A proper English lady, of the type whose world extends to London and perhaps Suffolk but no farther, asks the final question in a quavering voice, “Professor Prance, what is it like to walk in a tropical rain forest?”
He pauses for a moment, eyes closed, summoning up the sensual memories from the many hours he has spent strolling along the forest floor, or suspended in its canopy.
“To begin with, it’s wonderful that you can walk through it. The canopy cuts off nearly all sunlight, and in the shade only a few low plants can grow. The forest is very still. In the canopy you disturb screeching birds and hear buzzing hummingbirds and howler monkeys. You see tropical orchids—as many as 40 species of flowers in one treetop—and brilliantly colored frogs, butterflies, and beetles. In contrast, the forest floor is much more sedate.

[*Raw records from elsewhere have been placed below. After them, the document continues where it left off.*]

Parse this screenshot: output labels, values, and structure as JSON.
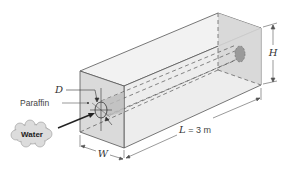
{
  "figure": {
    "labels": {
      "diameter": "D",
      "paraffin": "Paraffin",
      "water": "Water",
      "width": "W",
      "length_var": "L",
      "length_value": " = 3 m",
      "height": "H"
    },
    "colors": {
      "front_face": "#d9d9d9",
      "top_face": "#f0f0f0",
      "side_face": "#ececec",
      "back_face": "#d4d4d4",
      "edge": "#555555",
      "pipe_end": "#999999",
      "cloud": "#dcdcdc"
    }
  }
}
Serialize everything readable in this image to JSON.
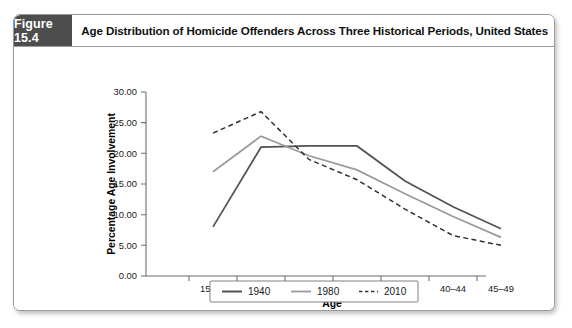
{
  "figure": {
    "number_label": "Figure 15.4",
    "title": "Age Distribution of Homicide Offenders Across Three Historical Periods, United States"
  },
  "chart_data": {
    "type": "line",
    "title": "Age Distribution of Homicide Offenders Across Three Historical Periods, United States",
    "xlabel": "Age",
    "ylabel": "Percentage Age Involvement",
    "categories": [
      "15–19",
      "20–24",
      "25–29",
      "30–34",
      "35–39",
      "40–44",
      "45–49"
    ],
    "ylim": [
      0,
      30
    ],
    "ytick_step": 5,
    "ytick_labels": [
      "0.00",
      "5.00",
      "10.00",
      "15.00",
      "20.00",
      "25.00",
      "30.00"
    ],
    "grid": false,
    "legend_position": "bottom-center",
    "series": [
      {
        "name": "1940",
        "style": "solid",
        "color": "#525252",
        "values": [
          8.0,
          21.0,
          21.2,
          21.2,
          15.5,
          11.3,
          7.7
        ]
      },
      {
        "name": "1980",
        "style": "solid",
        "color": "#9a9a9a",
        "values": [
          17.0,
          22.8,
          19.6,
          17.3,
          13.4,
          9.7,
          6.3
        ]
      },
      {
        "name": "2010",
        "style": "dashed",
        "color": "#303030",
        "values": [
          23.3,
          26.8,
          19.0,
          15.7,
          10.9,
          6.6,
          5.0
        ]
      }
    ]
  },
  "legend": {
    "items": [
      {
        "label": "1940",
        "style": "solid-dark"
      },
      {
        "label": "1980",
        "style": "solid-light"
      },
      {
        "label": "2010",
        "style": "dashed"
      }
    ]
  },
  "colors": {
    "header_badge_bg": "#4d4d4d",
    "header_badge_text": "#ffffff",
    "card_border": "#9a9a9a",
    "axis": "#6e6e6e",
    "series_1940": "#525252",
    "series_1980": "#9a9a9a",
    "series_2010": "#303030"
  }
}
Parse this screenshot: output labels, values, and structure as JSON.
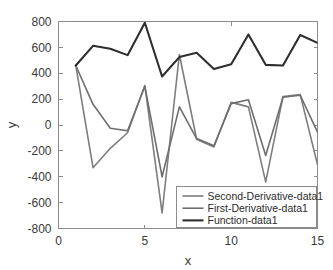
{
  "chart_data": {
    "type": "line",
    "title": "",
    "xlabel": "x",
    "ylabel": "y",
    "xlim": [
      0,
      15
    ],
    "ylim": [
      -800,
      800
    ],
    "xticks": [
      0,
      5,
      10,
      15
    ],
    "yticks": [
      -800,
      -600,
      -400,
      -200,
      0,
      200,
      400,
      600,
      800
    ],
    "xticklabels": [
      "0",
      "5",
      "10",
      "15"
    ],
    "yticklabels": [
      "-800",
      "-600",
      "-400",
      "-200",
      "0",
      "200",
      "400",
      "600",
      "800"
    ],
    "grid": false,
    "legend_position": "lower right",
    "x": [
      1,
      2,
      3,
      4,
      5,
      6,
      7,
      8,
      9,
      10,
      11,
      12,
      13,
      14,
      15
    ],
    "series": [
      {
        "name": "Second-Derivative-data1",
        "color": "#7d7d7d",
        "width": 1.6,
        "values": [
          460,
          -330,
          -180,
          -60,
          305,
          -680,
          545,
          -110,
          -170,
          175,
          140,
          -440,
          220,
          235,
          -305
        ]
      },
      {
        "name": "First-Derivative-data1",
        "color": "#6e6e6e",
        "width": 1.6,
        "values": [
          460,
          160,
          -25,
          -45,
          300,
          -400,
          140,
          -105,
          -160,
          165,
          195,
          -235,
          215,
          230,
          -55
        ]
      },
      {
        "name": "Function-data1",
        "color": "#2e2e2e",
        "width": 2.1,
        "values": [
          460,
          612,
          590,
          540,
          790,
          375,
          525,
          558,
          432,
          470,
          700,
          465,
          460,
          695,
          635
        ]
      }
    ]
  },
  "legend": {
    "entries": [
      {
        "label": "Second-Derivative-data1"
      },
      {
        "label": "First-Derivative-data1"
      },
      {
        "label": "Function-data1"
      }
    ]
  },
  "axes": {
    "x_title": "x",
    "y_title": "y"
  }
}
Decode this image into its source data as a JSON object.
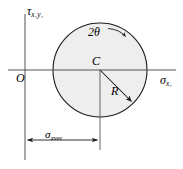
{
  "diagram": {
    "type": "mohrs-circle",
    "axes": {
      "vertical_axis_label": "τ",
      "vertical_axis_subscript": "x₁y₁",
      "horizontal_axis_label": "σ",
      "horizontal_axis_subscript": "x₁",
      "origin_label": "O",
      "origin_px": {
        "x": 25,
        "y": 70
      }
    },
    "circle": {
      "center_label": "C",
      "center_px": {
        "x": 100,
        "y": 70
      },
      "radius_px": 47,
      "fill_color": "#eeeeee",
      "stroke_color": "#1a1a1a",
      "stroke_width": 1.1
    },
    "annotations": {
      "angle_label": "2θ",
      "angle_arrow_direction": "clockwise",
      "radius_label": "R",
      "radius_arrow_from_px": {
        "x": 100,
        "y": 70
      },
      "radius_arrow_to_px": {
        "x": 133,
        "y": 103
      },
      "dimension_label": "σ",
      "dimension_subscript": "aver",
      "dimension_line_y_px": 140,
      "dimension_from_x_px": 25,
      "dimension_to_x_px": 100
    },
    "colors": {
      "ink": "#1a1a1a",
      "axis": "#4d4d4d",
      "circle_fill": "#eeeeee",
      "background": "#ffffff"
    }
  }
}
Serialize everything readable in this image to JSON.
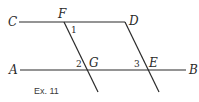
{
  "diagram": {
    "caption": "Ex. 11",
    "points": {
      "C": "C",
      "F": "F",
      "D": "D",
      "A": "A",
      "G": "G",
      "E": "E",
      "B": "B"
    },
    "angles": {
      "a1": "1",
      "a2": "2",
      "a3": "3"
    },
    "lines": [
      {
        "name": "CD",
        "from": [
          19,
          22
        ],
        "to": [
          125,
          22
        ]
      },
      {
        "name": "AB",
        "from": [
          20,
          70
        ],
        "to": [
          186,
          70
        ]
      },
      {
        "name": "FG-transversal",
        "from": [
          64,
          22
        ],
        "to": [
          98,
          92
        ]
      },
      {
        "name": "DE-transversal",
        "from": [
          125,
          22
        ],
        "to": [
          159,
          92
        ]
      }
    ],
    "colors": {
      "stroke": "#2a2a2a",
      "background": "#ffffff"
    }
  }
}
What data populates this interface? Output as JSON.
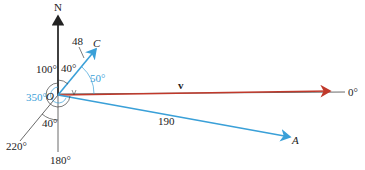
{
  "diagram": {
    "labels": {
      "north": "N",
      "origin": "O",
      "point_c": "C",
      "point_a": "A",
      "vector_v": "v",
      "mag_c": "48",
      "mag_a": "190",
      "angle_0": "0°",
      "angle_180": "180°",
      "angle_220": "220°",
      "angle_100": "100°",
      "angle_40_top": "40°",
      "angle_40_bottom": "40°",
      "angle_50": "50°",
      "angle_350": "350°"
    },
    "colors": {
      "axis": "#222222",
      "vector_blue": "#3aa0d8",
      "vector_red": "#c0392b"
    }
  }
}
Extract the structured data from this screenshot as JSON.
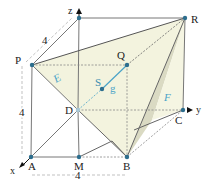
{
  "diagram": {
    "type": "3d-cube-geometry",
    "cube_side": "4",
    "axes": {
      "x": "x",
      "y": "y",
      "z": "z"
    },
    "points": {
      "P": "P",
      "Q": "Q",
      "R": "R",
      "S": "S",
      "D": "D",
      "C": "C",
      "A": "A",
      "M": "M",
      "B": "B"
    },
    "planes": {
      "E": "E",
      "F": "F"
    },
    "line": {
      "g": "g"
    },
    "dimensions": {
      "top": "4",
      "left": "4",
      "bottom": "4"
    },
    "colors": {
      "edge": "#666666",
      "point": "#2d6e8e",
      "plane_fill": "#f0f0d8",
      "plane_shadow": "#d8d8c0",
      "line_g": "#4aa3c8",
      "label_blue": "#4aa3c8"
    }
  }
}
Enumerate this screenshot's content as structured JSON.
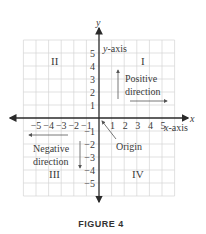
{
  "figure": {
    "caption": "FIGURE 4",
    "x_axis_label": "x",
    "y_axis_label": "y",
    "x_axis_name": "x-axis",
    "y_axis_name": "y-axis",
    "origin_label": "Origin",
    "quadrants": {
      "I": "I",
      "II": "II",
      "III": "III",
      "IV": "IV"
    },
    "positive_direction": [
      "Positive",
      "direction"
    ],
    "negative_direction": [
      "Negative",
      "direction"
    ],
    "x_ticks_negative": [
      "−5",
      "−4",
      "−3",
      "−2",
      "−1"
    ],
    "x_ticks_positive": [
      "1",
      "2",
      "3",
      "4",
      "5"
    ],
    "y_ticks_positive": [
      "1",
      "2",
      "3",
      "4",
      "5"
    ],
    "y_ticks_negative": [
      "−1",
      "−2",
      "−3",
      "−4",
      "−5"
    ],
    "grid_range": [
      -6,
      6
    ],
    "colors": {
      "axis": "#2a2a2a",
      "grid": "#d4d4d4",
      "text": "#3a3a3a"
    }
  }
}
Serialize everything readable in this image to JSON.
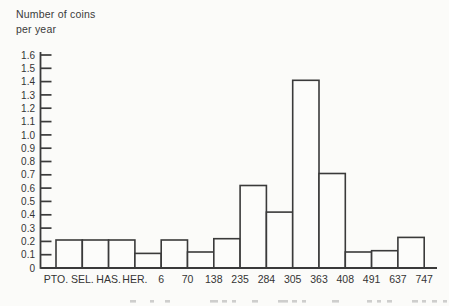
{
  "title": {
    "line1": "Number of coins",
    "line2": "per year"
  },
  "chart_data": {
    "type": "bar",
    "title": "Number of coins per year",
    "ylabel": "Number of coins per year",
    "xlabel": "",
    "bin_edges": [
      "PTO.",
      "SEL.",
      "HAS.",
      "HER.",
      "6",
      "70",
      "138",
      "235",
      "284",
      "305",
      "363",
      "408",
      "491",
      "637",
      "747"
    ],
    "values": [
      0.21,
      0.21,
      0.21,
      0.11,
      0.21,
      0.12,
      0.22,
      0.62,
      0.42,
      1.41,
      0.71,
      0.12,
      0.13,
      0.23
    ],
    "ylim": [
      0,
      1.6
    ],
    "ytick_step": 0.1,
    "ytick_labels": [
      "0",
      "0.1",
      "0.2",
      "0.3",
      "0.4",
      "0.5",
      "0.6",
      "0.7",
      "0.8",
      "0.9",
      "1.0",
      "1.1",
      "1.2",
      "1.3",
      "1.4",
      "1.5",
      "1.6"
    ],
    "grid": false,
    "bar_fill": "#fcfcfa",
    "line_color": "#3a3a3a",
    "text_color": "#343434"
  }
}
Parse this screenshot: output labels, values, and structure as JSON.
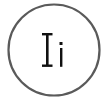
{
  "icon": {
    "name": "text-case-icon",
    "label": "Ii",
    "upper": "I",
    "lower": "i",
    "stroke_color": "#555555",
    "text_color": "#111111",
    "background": "#ffffff"
  }
}
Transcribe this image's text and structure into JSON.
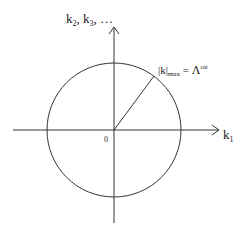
{
  "diagram": {
    "axes": {
      "horizontal": {
        "label_main": "k",
        "label_sub": "1"
      },
      "vertical": {
        "label_parts": [
          {
            "main": "k",
            "sub": "2"
          },
          {
            "main": "k",
            "sub": "3"
          }
        ],
        "label_separator": ", ",
        "label_ellipsis": ", …"
      },
      "origin_label": "0"
    },
    "circle": {
      "center": [
        114,
        130
      ],
      "radius": 67
    },
    "radius_annotation": {
      "lhs_main": "|k|",
      "lhs_sub": "max",
      "equals": " = ",
      "rhs_main": "Λ",
      "rhs_sup": "cut"
    },
    "colors": {
      "stroke": "#333333",
      "text": "#222222",
      "background": "#ffffff"
    }
  }
}
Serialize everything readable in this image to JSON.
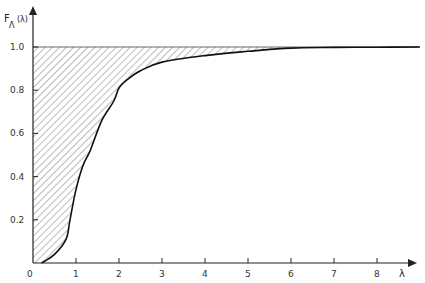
{
  "chart_data": {
    "type": "area",
    "title": "",
    "xlabel": "λ",
    "ylabel": "F_Λ(λ)",
    "ylabel_main": "F",
    "ylabel_sub": "Λ",
    "ylabel_arg": "(λ)",
    "xlim": [
      0,
      9
    ],
    "ylim": [
      0,
      1.0
    ],
    "grid": false,
    "legend": null,
    "x_ticks": [
      0,
      1,
      2,
      3,
      4,
      5,
      6,
      7,
      8
    ],
    "x_tick_labels": [
      "0",
      "1",
      "2",
      "3",
      "4",
      "5",
      "6",
      "7",
      "8"
    ],
    "y_ticks": [
      0.2,
      0.4,
      0.6,
      0.8,
      1.0
    ],
    "y_tick_labels": [
      "0.2",
      "0.4",
      "0.6",
      "0.8",
      "1.0"
    ],
    "reference_line": {
      "y": 1.0,
      "style": "thin horizontal line"
    },
    "shaded_region": "hatched area between F=1.0 and the curve F_Λ(λ)",
    "series": [
      {
        "name": "F_Λ(λ)",
        "x": [
          0.2,
          0.5,
          0.77,
          0.86,
          1.0,
          1.16,
          1.33,
          1.6,
          1.88,
          2.0,
          2.2,
          2.5,
          3.0,
          4.0,
          5.0,
          6.0,
          7.0,
          8.0,
          9.0
        ],
        "y": [
          0.0,
          0.04,
          0.11,
          0.2,
          0.34,
          0.45,
          0.52,
          0.66,
          0.75,
          0.81,
          0.85,
          0.89,
          0.93,
          0.96,
          0.98,
          0.995,
          0.998,
          0.999,
          1.0
        ]
      }
    ]
  }
}
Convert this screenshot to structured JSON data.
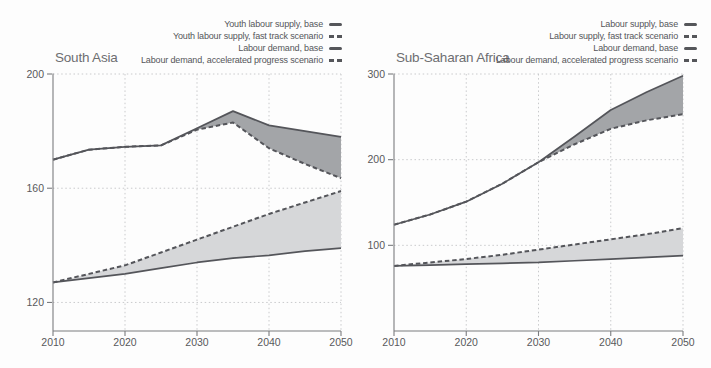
{
  "colors": {
    "line": "#54555a",
    "band_dark": "#a3a5a8",
    "band_light": "#d6d7d9",
    "grid": "#c9cacc",
    "axis": "#7b7c7f",
    "tick_text": "#58595b",
    "title_text": "#6d6e71"
  },
  "chart_data": [
    {
      "type": "line",
      "title": "South Asia",
      "x": [
        2010,
        2015,
        2020,
        2025,
        2030,
        2035,
        2040,
        2045,
        2050
      ],
      "xticks": [
        2010,
        2020,
        2030,
        2040,
        2050
      ],
      "yticks": [
        120,
        160,
        200
      ],
      "ylim": [
        110,
        200
      ],
      "grid": true,
      "legend_position": "top-right",
      "series": [
        {
          "label": "Youth labour supply, base",
          "style": "solid",
          "values": [
            170,
            173.5,
            174.5,
            175,
            181,
            187,
            182,
            180,
            178
          ]
        },
        {
          "label": "Youth labour supply, fast track scenario",
          "style": "dashed",
          "values": [
            170,
            173.5,
            174.5,
            175,
            180.5,
            183,
            174,
            168.5,
            163.5
          ]
        },
        {
          "label": "Labour demand, base",
          "style": "solid",
          "values": [
            127,
            128.5,
            130,
            132,
            134,
            135.5,
            136.5,
            138,
            139
          ]
        },
        {
          "label": "Labour demand, accelerated progress scenario",
          "style": "dashed",
          "values": [
            127,
            130,
            133,
            137.5,
            142,
            146.5,
            151,
            155,
            159
          ]
        }
      ],
      "bands": [
        {
          "upper": 0,
          "lower": 1,
          "tone": "band_dark"
        },
        {
          "upper": 3,
          "lower": 2,
          "tone": "band_light"
        }
      ]
    },
    {
      "type": "line",
      "title": "Sub-Saharan Africa",
      "x": [
        2010,
        2015,
        2020,
        2025,
        2030,
        2035,
        2040,
        2045,
        2050
      ],
      "xticks": [
        2010,
        2020,
        2030,
        2040,
        2050
      ],
      "yticks": [
        100,
        200,
        300
      ],
      "ylim": [
        0,
        300
      ],
      "grid": true,
      "legend_position": "top-right",
      "series": [
        {
          "label": "Labour supply, base",
          "style": "solid",
          "values": [
            124,
            136,
            151,
            172,
            197,
            227,
            258,
            279,
            298
          ]
        },
        {
          "label": "Labour supply, fast track scenario",
          "style": "dashed",
          "values": [
            124,
            136,
            151,
            172,
            197,
            218,
            236,
            246,
            253
          ]
        },
        {
          "label": "Labour demand, base",
          "style": "solid",
          "values": [
            76,
            77,
            78,
            79,
            80,
            82,
            84,
            86,
            88
          ]
        },
        {
          "label": "Labour demand, accelerated progress scenario",
          "style": "dashed",
          "values": [
            76,
            80,
            84,
            89,
            95,
            101,
            107,
            113,
            120
          ]
        }
      ],
      "bands": [
        {
          "upper": 0,
          "lower": 1,
          "tone": "band_dark"
        },
        {
          "upper": 3,
          "lower": 2,
          "tone": "band_light"
        }
      ]
    }
  ]
}
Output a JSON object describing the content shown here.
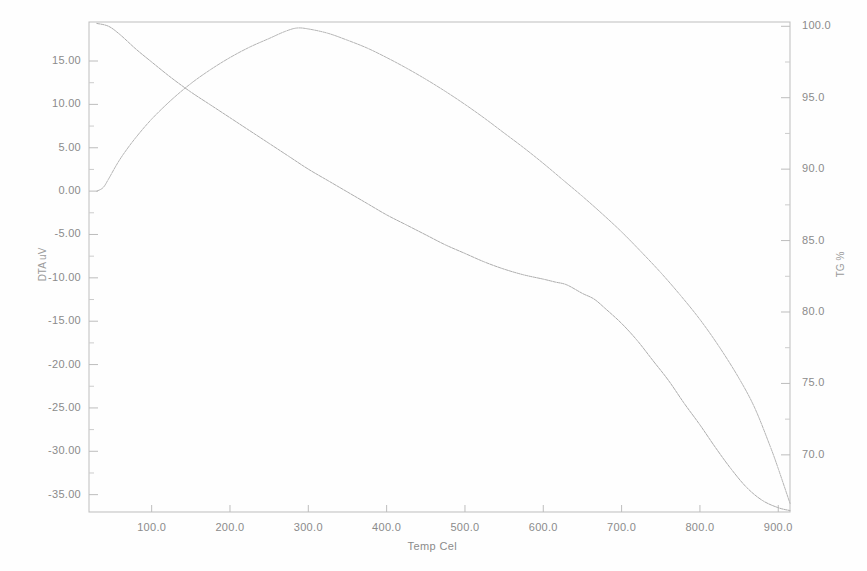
{
  "chart_data": {
    "type": "line",
    "title": "",
    "xlabel": "Temp Cel",
    "ylabel_left": "DTA uV",
    "ylabel_right": "TG %",
    "xlim": [
      20,
      915
    ],
    "ylim_left": [
      -37.0,
      19.5
    ],
    "ylim_right": [
      66.0,
      100.3
    ],
    "grid": false,
    "legend": "none",
    "xticks": [
      100.0,
      200.0,
      300.0,
      400.0,
      500.0,
      600.0,
      700.0,
      800.0,
      900.0
    ],
    "xtick_labels": [
      "100.0",
      "200.0",
      "300.0",
      "400.0",
      "500.0",
      "600.0",
      "700.0",
      "800.0",
      "900.0"
    ],
    "yticks_left": [
      15.0,
      10.0,
      5.0,
      0.0,
      -5.0,
      -10.0,
      -15.0,
      -20.0,
      -25.0,
      -30.0,
      -35.0
    ],
    "ytick_labels_left": [
      "15.00",
      "10.00",
      "5.00",
      "0.00",
      "-5.00",
      "-10.00",
      "-15.00",
      "-20.00",
      "-25.00",
      "-30.00",
      "-35.00"
    ],
    "yticks_right": [
      100.0,
      95.0,
      90.0,
      85.0,
      80.0,
      75.0,
      70.0
    ],
    "ytick_labels_right": [
      "100.0",
      "95.0",
      "90.0",
      "85.0",
      "80.0",
      "75.0",
      "70.0"
    ],
    "series": [
      {
        "name": "TG",
        "axis": "right",
        "unit": "%",
        "color": "#a9a9a9",
        "x": [
          30,
          45,
          60,
          80,
          100,
          125,
          150,
          175,
          200,
          225,
          250,
          275,
          300,
          325,
          350,
          375,
          400,
          425,
          450,
          475,
          500,
          525,
          550,
          575,
          600,
          615,
          630,
          650,
          665,
          680,
          700,
          720,
          740,
          760,
          780,
          800,
          820,
          840,
          860,
          880,
          900,
          915
        ],
        "values": [
          100.2,
          100.0,
          99.4,
          98.4,
          97.5,
          96.4,
          95.4,
          94.5,
          93.6,
          92.7,
          91.8,
          90.9,
          90.0,
          89.2,
          88.4,
          87.6,
          86.8,
          86.1,
          85.4,
          84.7,
          84.1,
          83.5,
          83.0,
          82.6,
          82.3,
          82.1,
          81.9,
          81.3,
          80.9,
          80.2,
          79.2,
          78.0,
          76.6,
          75.2,
          73.6,
          72.1,
          70.5,
          69.0,
          67.7,
          66.8,
          66.3,
          66.1
        ]
      },
      {
        "name": "DTA",
        "axis": "left",
        "unit": "uV",
        "color": "#b0b0b0",
        "x": [
          30,
          38,
          45,
          55,
          65,
          80,
          100,
          125,
          150,
          175,
          200,
          225,
          250,
          270,
          285,
          300,
          325,
          350,
          375,
          400,
          425,
          450,
          475,
          500,
          525,
          550,
          575,
          600,
          625,
          650,
          675,
          700,
          725,
          750,
          775,
          800,
          825,
          850,
          870,
          890,
          900,
          915
        ],
        "values": [
          0.0,
          0.4,
          1.4,
          3.0,
          4.4,
          6.2,
          8.3,
          10.5,
          12.4,
          14.0,
          15.4,
          16.6,
          17.6,
          18.4,
          18.8,
          18.7,
          18.2,
          17.4,
          16.5,
          15.4,
          14.2,
          12.9,
          11.5,
          10.0,
          8.4,
          6.7,
          5.0,
          3.2,
          1.3,
          -0.6,
          -2.6,
          -4.7,
          -7.0,
          -9.4,
          -12.0,
          -14.8,
          -18.0,
          -21.6,
          -25.0,
          -29.5,
          -32.0,
          -36.0
        ]
      }
    ],
    "annotations": []
  }
}
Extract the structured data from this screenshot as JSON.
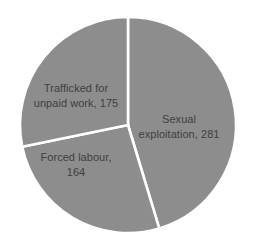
{
  "chart_data": {
    "type": "pie",
    "title": "",
    "subtitle": "",
    "xlabel": "",
    "ylabel": "",
    "legend": "none",
    "grid": false,
    "total": 620,
    "start_angle_deg": 0,
    "direction": "clockwise",
    "categories": [
      "Sexual exploitation",
      "Forced labour",
      "Trafficked for unpaid work"
    ],
    "values": [
      281,
      164,
      175
    ],
    "slices": [
      {
        "name": "Sexual exploitation",
        "value": 281,
        "label_lines": [
          "Sexual",
          "exploitation, 281"
        ],
        "percent": 45.3,
        "start_deg": 0,
        "end_deg": 163.2,
        "color": "#8d8d8d",
        "label_x": 179,
        "label_y": 126
      },
      {
        "name": "Forced labour",
        "value": 164,
        "label_lines": [
          "Forced labour,",
          "164"
        ],
        "percent": 26.5,
        "start_deg": 163.2,
        "end_deg": 258.4,
        "color": "#8d8d8d",
        "label_x": 76,
        "label_y": 164
      },
      {
        "name": "Trafficked for unpaid work",
        "value": 175,
        "label_lines": [
          "Trafficked for",
          "unpaid work, 175"
        ],
        "percent": 28.2,
        "start_deg": 258.4,
        "end_deg": 360,
        "color": "#8d8d8d",
        "label_x": 76,
        "label_y": 95
      }
    ],
    "geometry": {
      "center_x": 128,
      "center_y": 125,
      "radius": 108
    },
    "style": {
      "slice_color": "#8d8d8d",
      "separator_color": "#ffffff",
      "separator_width": 2.6,
      "label_color": "#404040",
      "background": "#ffffff"
    }
  }
}
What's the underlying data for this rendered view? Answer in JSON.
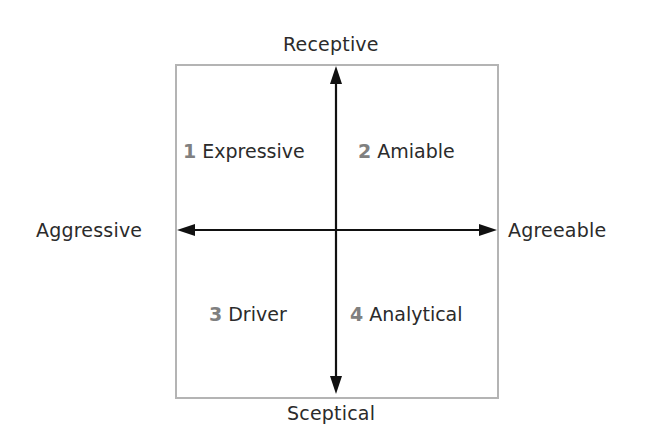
{
  "diagram": {
    "type": "quadrant",
    "colors": {
      "box_border": "#b4b4b4",
      "arrow": "#111111",
      "text": "#2b2b2b",
      "number": "#808080"
    },
    "axes": {
      "top": "Receptive",
      "bottom": "Sceptical",
      "left": "Aggressive",
      "right": "Agreeable"
    },
    "quadrants": [
      {
        "number": "1",
        "label": "Expressive",
        "position": "top-left"
      },
      {
        "number": "2",
        "label": "Amiable",
        "position": "top-right"
      },
      {
        "number": "3",
        "label": "Driver",
        "position": "bottom-left"
      },
      {
        "number": "4",
        "label": "Analytical",
        "position": "bottom-right"
      }
    ]
  }
}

“If you keep very still, you may hear the chirping of katydids or cicadas. Lie down on the moist soil and you can see ten species of ants, and sometimes exotically camouflaged insects. Often you will hear the sudden roar of rain, like a locomotive bearing down on you. At first you don’t know the sound—you see, the forest canopy is so dense that it takes even the heaviest rain about ten minutes to filter through the vegetation. Then you’ll feel the warm drops falling from the treetops 150 feet above.
“To me, the only thing comparable is the experience of walking into one of the great cathedrals such as we have in England. You are awed, and humbled, and stilled. You walk out purged by an almost sacred beauty. And when you leave, you are determined to defend that building, or that forest, at any cost.”
Eugene H. Peterson is pastor of Christ Our King Presbyterian Church, Bel Air, Maryland, and author of A Long Obedience in the Same Direction (InterVarsity) and Answering God (Harper & Row), both of which are about the Psalms.